When testing the deployment on a Windows Server 2008 I noticed that sometimes MSI based installations would fail with error code 1603 or 1601.

MSI Errors are defined in the Product SDK, specifically in WinError.h, so I looked up the error codes:

//
// MessageId: ERROR_INSTALL_SERVICE_FAILURE
//
// MessageText:
//
// The Windows Installer Service could not be accessed. This can occur if the Windows Installer is not correctly installed. Contact your support personnel for assistance.
//
#define ERROR_INSTALL_SERVICE_FAILURE 1601L

//
// MessageId: ERROR_INSTALL_FAILURE
//
// MessageText:
//
// Fatal error during installation.
//
#define ERROR_INSTALL_FAILURE 1603L

Then I looked in the logfiles and that showed the following errors:

MSI (c) (5C:8C) [19:34:33:864]: Windows Installer proxy information not correctly registered

MSI (c) (5C:8C) [19:34:33:864]: Failed to connect to server. Error: 0x80004005

Searching on these errors didn’t give me any good solutions, most results suggested to reregister msiexec but since most MSI’s were installed without errors this was not the solution.

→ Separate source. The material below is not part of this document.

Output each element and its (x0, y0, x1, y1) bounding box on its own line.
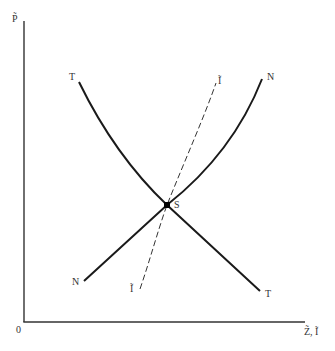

A trace with Process Monitor revealed this:

ProcessMonitor

I looked up this error code (0xC0000425) and it is defined in ntstatus.h:

//
// MessageId: STATUS_HIVE_UNLOADED
//
// MessageText:
//
// Illegal operation attempted on a registry key which has already been unloaded.
//
#define STATUS_HIVE_UNLOADED ((NTSTATUS)0xC0000425L)

That gave the clue that the profile of the installation account was forcefully unloaded by the User Profile Service. The Event Log confirmed this:

Windows detected your registry file is still in use by other applications or services. The file will be unloaded now. The applications or services that hold your registry file may not function properly afterwards.

DETAIL –
1 user registry handles leaked from \Registry\User\S-1-5-21-1556653526-4280407051-3911480998-1615_Classes:
Process 1512 (\Device\HarddiskVolume1\Windows\System32\msiexec.exe) has opened key \REGISTRY\USER\S-1-5-21-1556653526-4280407051-3911480998-1615_CLASSES

I am not sure if this happens because of bug in the User Profile Service, an Altiris bug of simply because the installation does many logons and logoffs in a short time period. Anyway I decided that I would need to prevent the User Profile Service from unloading the profile. My first guess was there would be an exclusion list somewhere in the registry so I disassembled the User Profile Service with Ida Pro but didn’t find any evidence that such a key exists. I did find 2 interesting functions though: CUserProfile::IncrementRefCount and CUserProfile::DecrementRefCount. Not surprisingly IncrementRefCount is called when a profile is loaded (CUserProfile::Load) and DecrementRefCount is called when a profile is unloaded (CUserProfile::UnLoad).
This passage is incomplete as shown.